I got back from a short ski trip on Thursday to find the usual log jam in my Outlook inbox, mostly caused by journal tables of contents. I try to keep up with the literature in my current and two past fields, so you can imagine the mass of bold font facing me upon my return. A large pile of papers relating to my actual job awaits my attention tomorrow, but first, here’s some short, sweet and fun science from last week’s journals.
A Retrotransposon-Mediated Gene Duplication Underlies Morphological Variation of Tomato Fruit , by Han Xiao and colleagues from Ohio State University, the Ohio Agricultural Research and Development Center, Michigan State University, and the College of Wooster, made the cover of Science. This is an extremely rare occurrence in transposable element research, so I salute you, fellow TE geeks! Cite my damn papers next time, ‘kay?
(Yes, that’s right, I included a picture of the cover of Science on a Nature Network blog. Hope I don’t get in any trouble).
Xiao’s paper relates to a previous post on this blog in which I discussed the ability of transposable elements to drive host evolution via gene duplications and rearrangements. In this new case, a long terminal repeat (LTR) retrotransposon inserted into the sun locus of a cultivated tomato variety, and mediated the creation of an almost exactly duplicated mutated locus on a different chromosome.
The sun locus was previously found to be associated with fruit shape, with the mutated strain bearing a much more elongated fruit than its wild ancestor. Examination of the locus pinpointed the LTR insertion to the intron of a putative defensin gene named DELF1. The LTR mediated a downregulation of DELF1 and a concomitant upregulation of the nearby IQD12 gene. Some clever genetic tinkering subsequently showed that tomato fruit shape depends on the level of IQD12 expression. This identification of IQD12 as the gene responsible for the phenotypic variation associated with the sun locus prompted its renaming as SUN.
I love this kind of molecular detective work. Especially when it highlights the importance of TEs in genome evolution. I’m currently running a poll on my other blog , and most respondents who found me through Google did so while trying to find TE-related fodder for their arguments with creationists. I hope this new example of phenotypic variation caused by TE insertion is useful to these brave souls!
The second paper is completely outside my area of expertise, but I just thought it was really cool. Retention of Memory through Metamorphosis: Can a
Moth Remember What It Learned As a Caterpillar? , by Douglas Blackiston and colleagues from Georgetown University, is open access in PLoS One.
Metamorphosis is an alien and fascinating process for us boring mammals who stay much the same shape throughout our whole lives. As the authors say, “…it is hard to believe that a cryptic caterpillar chewing on a leaf, or a maggot wriggling in decaying flesh, is in fact the same animal as the colorful butterfly or noisy blowfly emerging from the transitional pupal stage”. (What unexpectedly eloquent language in a scientific paper!

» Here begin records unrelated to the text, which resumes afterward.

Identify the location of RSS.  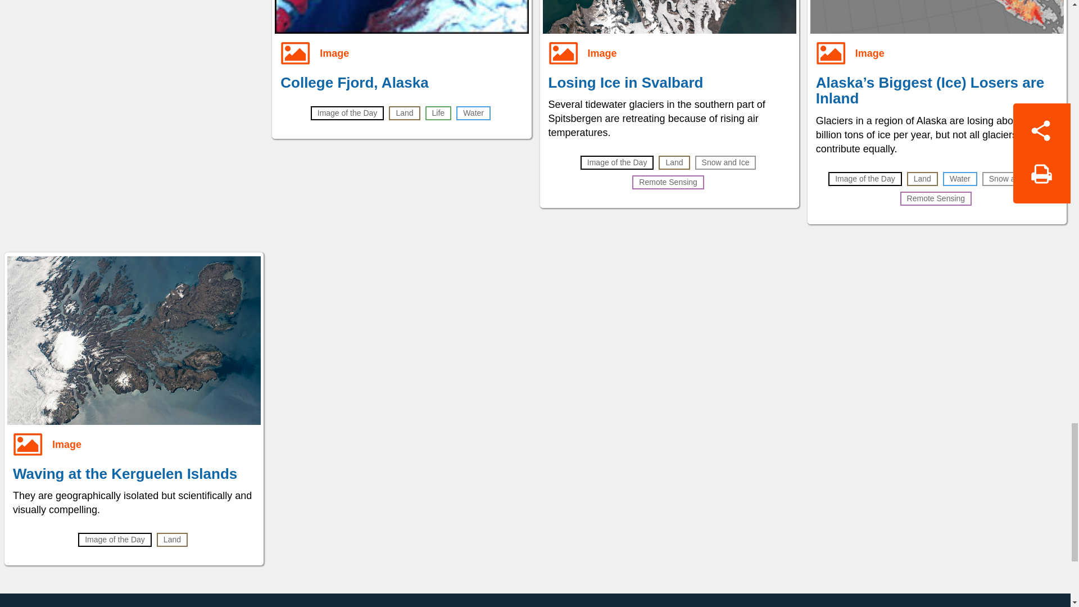
(725, 605).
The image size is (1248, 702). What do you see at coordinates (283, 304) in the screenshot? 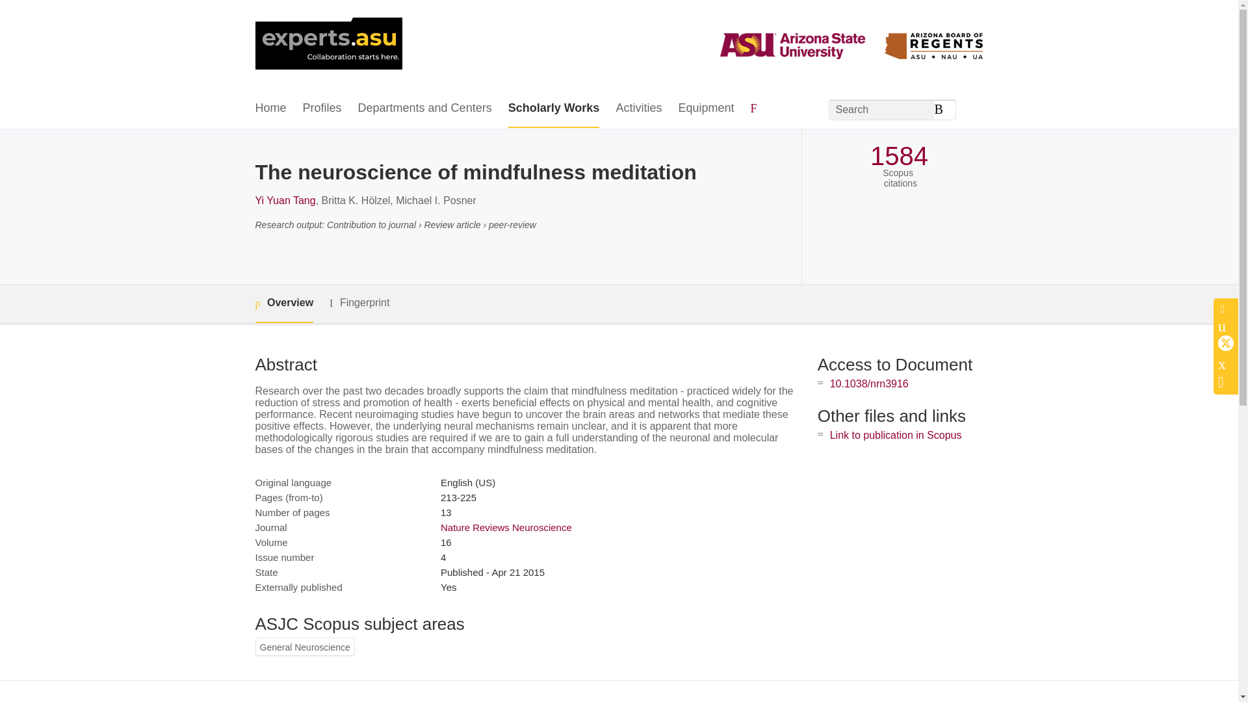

I salute you, caterpillar geeks! You don’t need to cite my damn papers). But do the neurons responsible for memory survive the extensive remodelling that goes on within the pupa? Previous studies were inconclusive and suggested that some apparent memories may actually be the result of similar environmental stimuli encountered by the larval and adult animal.
The authors conditioned tobacco hornworm larvae to associate the smell of ethyl acetate (EA) with a small electric shock. After 8 rounds of shocks, most caterpillars understandably avoided EA in subsequent choice experiments. A similar proportion of adult moths that had been shocked as larvae also avoided EA, suggesting that the caterpillars’ conditioning had survived metamorphosis. EA aversion was not associated with exposure to the chemical alone, without electric shocks, at either the larval or pupal stage.
The survival of these conditioned responses depended on the time of exposure to the conditioning regime; caterpillars exposed at an earlier stage did not retain their aversion to EA. The authors speculate that memory survival may correlate with survival of different parts of the mushroom bodies, “paired structures in the larval and adult insect brain that receive input from the antennal lobes”.
The exact implications of this study are not yet known, and much molecular and cellular detective work will be needed to dissect the mechanisms of memory retention. Watch this space – as long as I manage to spot the relevant research in the disaster zone that is my inbox.
Tried RSS (for those journal TOCs)? It changed my life as well as transforming my inbox. (Sad comment on the state of my life, but true.)
It’s a possibility – but I already have one Google Reader RSS account dedicated to blogs, and another to grant alerts and other work-related updates. I think a 3rd account for journals might be a wee bit much! Maybe I’ll add a couple of my favourite non-work related journals to my blog reader and see how I like it.